Logan Lucky | Steven Soderbergh's blue-collar heist movie strikes it rich

Logan Lucky Daniel Craig Adam Driver Channing Tatum
(Image credit: Claudette Barius)

Logan Lucky Daniel Craig Adam Driver Channing Tatum

See How The Other Half Steals.

A world away from the slick heists of his Ocean’s Eleven films, director Steven Soderbergh delivers an unabashedly scruffy, appealingly laid-back crime comedy with Logan Lucky.

Like its predecessors, the movie revolves around an elaborate robbery. This caper is a raid on the Charlotte Motor Speedway during the biggest Nascar race of the season and has been cooked up by Channing Tatum’s Jimmy Logan, an ill-fated blue-collar striver from West Virginia who’s looking for payback against his former employers and to reverse a notorious family curse.

Logan Lucky Riley Keough

On his team are his one-armed bartender brother Clyde (Adam Driver) and hairdresser sister Mellie (Riley Keough), but they also need the savvy of explosives expert Joe Bang (Daniel Craig). First, however, they have to spring the incarcerated Joe from prison without anyone noticing…

Discovering how this ‘hillbilly heist’ will pan out is engaging enough on its own. But the film is also stuffed full of casual gags and engaging supporting performances from the likes of Katie Holmes, Hilary Swank and Seth MacFarlane. It is Craig, though, sporting a bleached blond haircut and a hillbilly drawl, who supplies the most fun.

Certificate 12. Runtime 118 mins. Director Steven Soderbergh

Logan Lucky is available on Blu-ray, Ultra HD, DVD & Digital from StudioCanal.

https://www.youtube.com/watch?v=aPzvKH8AVf0

Jason Best

A film critic for over 25 years, Jason admits the job can occasionally be glamorous – sitting on a film festival jury in Portugal; hanging out with Baz Luhrmann at the Chateau Marmont; chatting with Sigourney Weaver about The Archers – but he mostly spends his time in darkened rooms watching films. He’s also written theatre and opera reviews, two guide books on Rome, and competed in a race for Yachting World, whose great wheeze it was to send a seasick film critic to write about his time on the ocean waves. But Jason is happiest on dry land with a classic screwball comedy or Hitchcock thriller.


## Problem to work on
Copy every line of the material below word for word.

## Records for this exercise
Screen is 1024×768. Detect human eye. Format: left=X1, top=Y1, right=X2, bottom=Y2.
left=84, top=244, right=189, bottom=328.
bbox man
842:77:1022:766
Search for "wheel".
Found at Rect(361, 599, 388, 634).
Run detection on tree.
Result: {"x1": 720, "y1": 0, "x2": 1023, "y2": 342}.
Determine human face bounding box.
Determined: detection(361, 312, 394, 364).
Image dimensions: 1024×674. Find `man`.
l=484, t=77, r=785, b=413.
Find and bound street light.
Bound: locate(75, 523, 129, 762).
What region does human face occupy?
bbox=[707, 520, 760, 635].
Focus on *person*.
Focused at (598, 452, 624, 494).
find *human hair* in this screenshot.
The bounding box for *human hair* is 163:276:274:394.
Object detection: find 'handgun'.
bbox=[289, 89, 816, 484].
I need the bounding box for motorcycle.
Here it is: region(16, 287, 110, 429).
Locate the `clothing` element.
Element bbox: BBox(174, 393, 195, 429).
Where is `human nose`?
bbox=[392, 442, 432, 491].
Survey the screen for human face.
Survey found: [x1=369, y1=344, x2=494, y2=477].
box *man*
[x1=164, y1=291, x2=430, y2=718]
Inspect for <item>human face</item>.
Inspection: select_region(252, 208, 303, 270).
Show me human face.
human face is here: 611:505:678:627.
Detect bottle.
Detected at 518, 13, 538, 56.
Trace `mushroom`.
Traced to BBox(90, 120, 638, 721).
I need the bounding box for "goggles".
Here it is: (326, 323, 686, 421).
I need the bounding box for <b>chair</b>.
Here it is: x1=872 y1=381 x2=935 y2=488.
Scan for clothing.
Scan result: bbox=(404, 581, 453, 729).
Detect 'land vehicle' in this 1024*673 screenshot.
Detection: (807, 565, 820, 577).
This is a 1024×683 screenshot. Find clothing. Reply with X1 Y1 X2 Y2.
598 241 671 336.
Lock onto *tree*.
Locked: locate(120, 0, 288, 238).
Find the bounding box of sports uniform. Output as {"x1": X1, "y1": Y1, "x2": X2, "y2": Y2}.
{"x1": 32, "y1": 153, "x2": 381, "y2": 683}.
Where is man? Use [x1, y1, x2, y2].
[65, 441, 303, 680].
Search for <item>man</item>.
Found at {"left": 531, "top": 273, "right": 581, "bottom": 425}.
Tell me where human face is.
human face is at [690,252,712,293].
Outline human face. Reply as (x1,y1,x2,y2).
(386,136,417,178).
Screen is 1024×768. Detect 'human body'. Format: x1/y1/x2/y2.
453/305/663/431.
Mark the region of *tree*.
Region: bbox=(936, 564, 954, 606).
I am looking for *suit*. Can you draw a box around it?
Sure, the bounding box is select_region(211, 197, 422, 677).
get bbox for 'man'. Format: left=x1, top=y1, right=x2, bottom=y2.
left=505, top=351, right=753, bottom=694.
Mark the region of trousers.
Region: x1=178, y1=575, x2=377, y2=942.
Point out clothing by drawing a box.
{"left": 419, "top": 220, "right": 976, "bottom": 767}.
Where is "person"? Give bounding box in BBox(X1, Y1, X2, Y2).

## Problem solution
Screen is 1024×768. Detect human eye. Format: left=X1, top=Y1, right=X2, bottom=Y2.
left=84, top=244, right=189, bottom=328.
bbox man
842:77:1022:766
Search for "wheel".
Found at Rect(361, 599, 388, 634).
Run detection on tree.
Result: {"x1": 720, "y1": 0, "x2": 1023, "y2": 342}.
Determine human face bounding box.
Determined: detection(361, 312, 394, 364).
Image dimensions: 1024×674. Find `man`.
l=484, t=77, r=785, b=413.
Find and bound street light.
Bound: locate(75, 523, 129, 762).
What region does human face occupy?
bbox=[707, 520, 760, 635].
Focus on *person*.
Focused at (598, 452, 624, 494).
find *human hair* in this screenshot.
The bounding box for *human hair* is 163:276:274:394.
Object detection: find 'handgun'.
bbox=[289, 89, 816, 484].
I need the bounding box for motorcycle.
Here it is: region(16, 287, 110, 429).
Locate the `clothing` element.
Element bbox: BBox(174, 393, 195, 429).
Where is `human nose`?
bbox=[392, 442, 432, 491].
Survey the screen for human face.
Survey found: [x1=369, y1=344, x2=494, y2=477].
box *man*
[x1=164, y1=291, x2=430, y2=718]
Inspect for <item>human face</item>.
Inspection: select_region(252, 208, 303, 270).
Show me human face.
human face is here: 611:505:678:627.
Detect bottle.
Detected at 518, 13, 538, 56.
Trace `mushroom`.
Traced to BBox(90, 120, 638, 721).
I need the bounding box for "goggles".
Here it is: (326, 323, 686, 421).
I need the bounding box for <b>chair</b>.
Here it is: x1=872 y1=381 x2=935 y2=488.
Scan for clothing.
Scan result: bbox=(404, 581, 453, 729).
Detect 'land vehicle' in this 1024*673 screenshot.
Detection: (807, 565, 820, 577).
This is a 1024×683 screenshot. Find clothing. Reply with X1 Y1 X2 Y2.
598 241 671 336.
Lock onto *tree*.
Locked: locate(120, 0, 288, 238).
Find the bounding box of sports uniform. Output as {"x1": X1, "y1": Y1, "x2": X2, "y2": Y2}.
{"x1": 32, "y1": 153, "x2": 381, "y2": 683}.
Where is man? Use [x1, y1, x2, y2].
[65, 441, 303, 680].
Search for <item>man</item>.
Found at {"left": 531, "top": 273, "right": 581, "bottom": 425}.
Tell me where human face is.
human face is at [690,252,712,293].
Outline human face. Reply as (x1,y1,x2,y2).
(386,136,417,178).
Screen is 1024×768. Detect 'human body'. Format: x1/y1/x2/y2.
453/305/663/431.
Mark the region of *tree*.
Region: bbox=(936, 564, 954, 606).
I am looking for *suit*. Can you draw a box around it?
Sure, the bounding box is select_region(211, 197, 422, 677).
get bbox for 'man'. Format: left=x1, top=y1, right=x2, bottom=y2.
left=505, top=351, right=753, bottom=694.
Mark the region of trousers.
Region: x1=178, y1=575, x2=377, y2=942.
Point out clothing by drawing a box.
{"left": 419, "top": 220, "right": 976, "bottom": 767}.
Where is "person"? Give bounding box in BBox(X1, Y1, X2, Y2).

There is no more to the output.